Answer:
Human evolution is the long process of change that led to humans descended from apelike predecessors. Science data indicates that the physical and behavioral qualities shared by all humans evolved from apelike predecessors during a six-million-year timeframe.
Bipedalism, or the capacity to walk on two legs, was one of the first defining human qualities to arise around 4 million years ago. Other essential human features, such as a large and complex brain, the ability to produce and utilize tools, and the ability to communicate, emerged later. Several advanced qualities, including as rich symbolic expression, art, and intricate cultural variation, have arisen mostly in the last 100,000 years.
Human beings are primates. Physical and genetic similarities reveal that the contemporary human species, Homo sapiens, is closely related to the apes, another group of primate species. Humans and the African great apes (big apes) — chimps (including bonobos, or "pygmy chimps") and gorillas — share an ancestor who lived between 8 and 6 million years ago. Humans first originated in Africa, and much of human evolution took place there. Early human fossils dating from 6 to 2 million years ago were discovered entirely in Africa.
Most scientists now distinguish 15 to 20 distinct species of early humans. Yet, scientists disagree on how these species are linked or which ones simply went off. Many early human species, if not the vast majority of them, left no living progeny. Scientists also disagree on how to identify and classify specific early human species, as well as what circumstances drove the evolution and extinction of each species.
Early humans most likely traveled from Africa to Asia between 2 million and 1.8 million years ago. They arrived in Europe between 1.5 million and 1 million years ago. Several portions of the earth were colonized much later by modern human species. Humans first arrived in Australia, for example, presumably within the last 60,000 years, and in the Americas within the last 30,000 years or so. Agriculture's beginnings and the birth of the earliest civilizations occurred within the last 12,000 years.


◆ Task directions: Each record that follows should be repeated exactly, minus any images.

Records excerpted from a collection:
******

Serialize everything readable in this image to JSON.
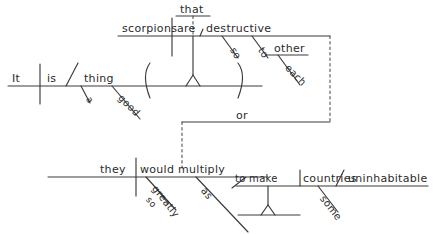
{
  "diagram": {
    "type": "reed-kellogg-sentence-diagram",
    "sentence": "It is a good thing that scorpions are destructive so to each other or they would multiply greatly so as to make some countries uninhabitable",
    "background_color": "#ffffff",
    "ink_color": "#3a3a3a",
    "main_clause": {
      "subject": "It",
      "verb": "is",
      "predicate_noun": "thing",
      "modifiers": [
        {
          "label": "a",
          "attaches_to": "thing"
        },
        {
          "label": "good",
          "attaches_to": "thing"
        }
      ]
    },
    "appositive_clause": {
      "introducer": "that",
      "subject": "scorpions",
      "verb": "are",
      "predicate_adjective": "destructive",
      "modifiers": [
        {
          "label": "so",
          "attaches_to": "destructive"
        },
        {
          "label": "to",
          "attaches_to": "destructive"
        },
        {
          "label": "other",
          "attaches_to": "to"
        },
        {
          "label": "each",
          "attaches_to": "other"
        }
      ]
    },
    "conjunction": "or",
    "second_clause": {
      "subject": "they",
      "verb": "would multiply",
      "verb_words": [
        "would",
        "multiply"
      ],
      "modifiers": [
        {
          "label": "greatly",
          "attaches_to": "multiply"
        },
        {
          "label": "so",
          "attaches_to": "greatly"
        },
        {
          "label": "as",
          "attaches_to": "multiply"
        }
      ],
      "infinitive_phrase": {
        "infinitive": "to make",
        "object": "countries",
        "object_complement": "uninhabitable",
        "modifiers": [
          {
            "label": "some",
            "attaches_to": "countries"
          }
        ]
      }
    },
    "labels": {
      "it": "It",
      "is": "is",
      "a": "a",
      "good": "good",
      "thing": "thing",
      "that": "that",
      "scorpions": "scorpions",
      "are": "are",
      "destructive": "destructive",
      "so_upper": "so",
      "to_upper": "to",
      "other": "other",
      "each": "each",
      "or": "or",
      "they": "they",
      "would": "would",
      "multiply": "multiply",
      "greatly": "greatly",
      "so_lower": "so",
      "as": "as",
      "to_make": "to make",
      "countries": "countries",
      "uninhabitable": "uninhabitable",
      "some": "some"
    }
  }
}
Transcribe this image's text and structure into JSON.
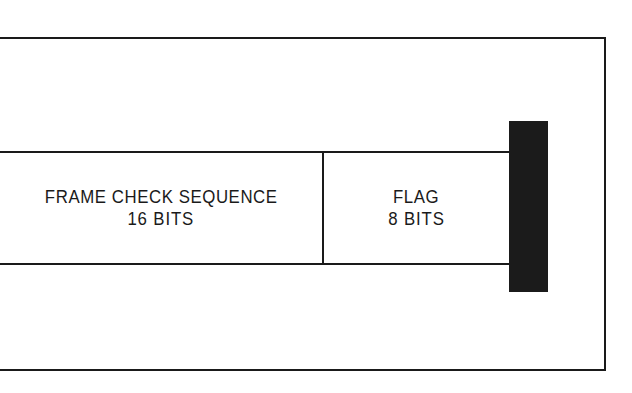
{
  "figure": {
    "kind": "frame-field-diagram",
    "background_color": "#ffffff",
    "ink_color": "#1a1a1a"
  },
  "frame_border": {
    "top_rule": "horizontal rule",
    "right_rule": "vertical rule",
    "bottom_rule": "horizontal rule",
    "left_side": "open"
  },
  "band": {
    "top_rule": "horizontal rule",
    "bottom_rule": "horizontal rule",
    "divider_rule": "vertical rule"
  },
  "fields": [
    {
      "id": "frame-check-sequence",
      "name": "FRAME CHECK SEQUENCE",
      "size": "16 BITS",
      "bits": 16
    },
    {
      "id": "flag",
      "name": "FLAG",
      "size": "8 BITS",
      "bits": 8
    }
  ],
  "terminator": {
    "id": "terminator-block",
    "label": "solid-block-terminator",
    "color": "#1b1b1b"
  }
}
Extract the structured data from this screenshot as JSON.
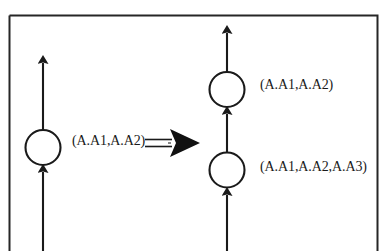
{
  "figure": {
    "kind": "graph-transformation-diagram",
    "border_color": "#262626",
    "stroke_color": "#1a1a1a",
    "background_color": "#ffffff"
  },
  "left_side": {
    "node_label": "(A.A1,A.A2)"
  },
  "transform_arrow": {
    "symbol": "double-shaft-arrow"
  },
  "right_side": {
    "top_node_label": "(A.A1,A.A2)",
    "bottom_node_label": "(A.A1,A.A2,A.A3)"
  }
}
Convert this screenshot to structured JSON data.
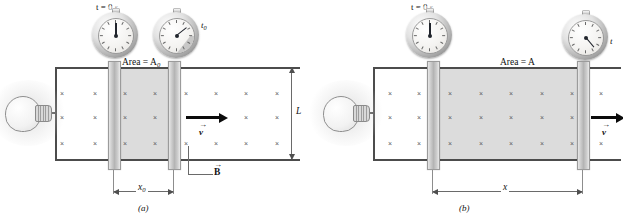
{
  "figure": {
    "type": "physics-diagram",
    "panels": [
      {
        "id": "a",
        "caption": "(a)",
        "area_label": "Area = A",
        "area_subscript": "0",
        "length_label": "L",
        "distance_label": "x",
        "distance_subscript": "0",
        "velocity_label": "v",
        "field_label": "B",
        "watches": [
          {
            "label": "t = 0 s",
            "label_sub": "",
            "hand_angle_deg": 0,
            "wedge": false
          },
          {
            "label": "t",
            "label_sub": "0",
            "hand_angle_deg": 52,
            "wedge": true,
            "wedge_sweep_deg": 52
          }
        ],
        "bar_positions": {
          "left_bar_x": 0.0,
          "right_bar_x": 1.0
        },
        "field_marks": {
          "symbol": "×",
          "rows": 3,
          "cols": 8
        }
      },
      {
        "id": "b",
        "caption": "(b)",
        "area_label": "Area = A",
        "area_subscript": "",
        "length_label": "",
        "distance_label": "x",
        "distance_subscript": "",
        "velocity_label": "v",
        "field_label": "",
        "watches": [
          {
            "label": "t = 0 s",
            "label_sub": "",
            "hand_angle_deg": 0,
            "wedge": false
          },
          {
            "label": "t",
            "label_sub": "",
            "hand_angle_deg": 140,
            "wedge": false
          }
        ],
        "bar_positions": {
          "left_bar_x": 0.0,
          "right_bar_x": 1.0
        },
        "field_marks": {
          "symbol": "×",
          "rows": 3,
          "cols": 8
        }
      }
    ],
    "colors": {
      "ink": "#111111",
      "rail": "#4c4c4c",
      "flux_fill": "#d6d6d6",
      "bar_fill": "#b4b4b4",
      "field_mark": "#5c5c5c",
      "arrow": "#0b0b0b",
      "dimension": "#6a6a6a",
      "background": "#ffffff"
    }
  }
}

******

◆ Written response:
Serialize everything readable in this image to JSON.
{
  "diagram": {
    "type": "reed-kellogg-sentence-diagram",
    "sentence": "It is a good thing that scorpions are destructive so to each other or they would multiply greatly so as to make some countries uninhabitable",
    "background_color": "#ffffff",
    "ink_color": "#3a3a3a",
    "main_clause": {
      "subject": "It",
      "verb": "is",
      "predicate_noun": "thing",
      "modifiers": [
        {
          "label": "a",
          "attaches_to": "thing"
        },
        {
          "label": "good",
          "attaches_to": "thing"
        }
      ]
    },
    "appositive_clause": {
      "introducer": "that",
      "subject": "scorpions",
      "verb": "are",
      "predicate_adjective": "destructive",
      "modifiers": [
        {
          "label": "so",
          "attaches_to": "destructive"
        },
        {
          "label": "to",
          "attaches_to": "destructive"
        },
        {
          "label": "other",
          "attaches_to": "to"
        },
        {
          "label": "each",
          "attaches_to": "other"
        }
      ]
    },
    "conjunction": "or",
    "second_clause": {
      "subject": "they",
      "verb": "would multiply",
      "verb_words": [
        "would",
        "multiply"
      ],
      "modifiers": [
        {
          "label": "greatly",
          "attaches_to": "multiply"
        },
        {
          "label": "so",
          "attaches_to": "greatly"
        },
        {
          "label": "as",
          "attaches_to": "multiply"
        }
      ],
      "infinitive_phrase": {
        "infinitive": "to make",
        "object": "countries",
        "object_complement": "uninhabitable",
        "modifiers": [
          {
            "label": "some",
            "attaches_to": "countries"
          }
        ]
      }
    },
    "labels": {
      "it": "It",
      "is": "is",
      "a": "a",
      "good": "good",
      "thing": "thing",
      "that": "that",
      "scorpions": "scorpions",
      "are": "are",
      "destructive": "destructive",
      "so_upper": "so",
      "to_upper": "to",
      "other": "other",
      "each": "each",
      "or": "or",
      "they": "they",
      "would": "would",
      "multiply": "multiply",
      "greatly": "greatly",
      "so_lower": "so",
      "as": "as",
      "to_make": "to make",
      "countries": "countries",
      "uninhabitable": "uninhabitable",
      "some": "some"
    }
  }
}
Transcribe this image's text and structure into JSON.
{
  "figure": {
    "kind": "frame-field-diagram",
    "background_color": "#ffffff",
    "ink_color": "#1a1a1a"
  },
  "frame_border": {
    "top_rule": "horizontal rule",
    "right_rule": "vertical rule",
    "bottom_rule": "horizontal rule",
    "left_side": "open"
  },
  "band": {
    "top_rule": "horizontal rule",
    "bottom_rule": "horizontal rule",
    "divider_rule": "vertical rule"
  },
  "fields": [
    {
      "id": "frame-check-sequence",
      "name": "FRAME CHECK SEQUENCE",
      "size": "16 BITS",
      "bits": 16
    },
    {
      "id": "flag",
      "name": "FLAG",
      "size": "8 BITS",
      "bits": 8
    }
  ],
  "terminator": {
    "id": "terminator-block",
    "label": "solid-block-terminator",
    "color": "#1b1b1b"
  }
}
Extract the structured data from this screenshot as JSON.
{
  "figure": {
    "kind": "graph-transformation-diagram",
    "border_color": "#262626",
    "stroke_color": "#1a1a1a",
    "background_color": "#ffffff"
  },
  "left_side": {
    "node_label": "(A.A1,A.A2)"
  },
  "transform_arrow": {
    "symbol": "double-shaft-arrow"
  },
  "right_side": {
    "top_node_label": "(A.A1,A.A2)",
    "bottom_node_label": "(A.A1,A.A2,A.A3)"
  }
}
Convert this screenshot to structured JSON data.
{
  "figure": {
    "type": "physics-diagram",
    "panels": [
      {
        "id": "a",
        "caption": "(a)",
        "area_label": "Area = A",
        "area_subscript": "0",
        "length_label": "L",
        "distance_label": "x",
        "distance_subscript": "0",
        "velocity_label": "v",
        "field_label": "B",
        "watches": [
          {
            "label": "t = 0 s",
            "label_sub": "",
            "hand_angle_deg": 0,
            "wedge": false
          },
          {
            "label": "t",
            "label_sub": "0",
            "hand_angle_deg": 52,
            "wedge": true,
            "wedge_sweep_deg": 52
          }
        ],
        "bar_positions": {
          "left_bar_x": 0.0,
          "right_bar_x": 1.0
        },
        "field_marks": {
          "symbol": "×",
          "rows": 3,
          "cols": 8
        }
      },
      {
        "id": "b",
        "caption": "(b)",
        "area_label": "Area = A",
        "area_subscript": "",
        "length_label": "",
        "distance_label": "x",
        "distance_subscript": "",
        "velocity_label": "v",
        "field_label": "",
        "watches": [
          {
            "label": "t = 0 s",
            "label_sub": "",
            "hand_angle_deg": 0,
            "wedge": false
          },
          {
            "label": "t",
            "label_sub": "",
            "hand_angle_deg": 140,
            "wedge": false
          }
        ],
        "bar_positions": {
          "left_bar_x": 0.0,
          "right_bar_x": 1.0
        },
        "field_marks": {
          "symbol": "×",
          "rows": 3,
          "cols": 8
        }
      }
    ],
    "colors": {
      "ink": "#111111",
      "rail": "#4c4c4c",
      "flux_fill": "#d6d6d6",
      "bar_fill": "#b4b4b4",
      "field_mark": "#5c5c5c",
      "arrow": "#0b0b0b",
      "dimension": "#6a6a6a",
      "background": "#ffffff"
    }
  }
}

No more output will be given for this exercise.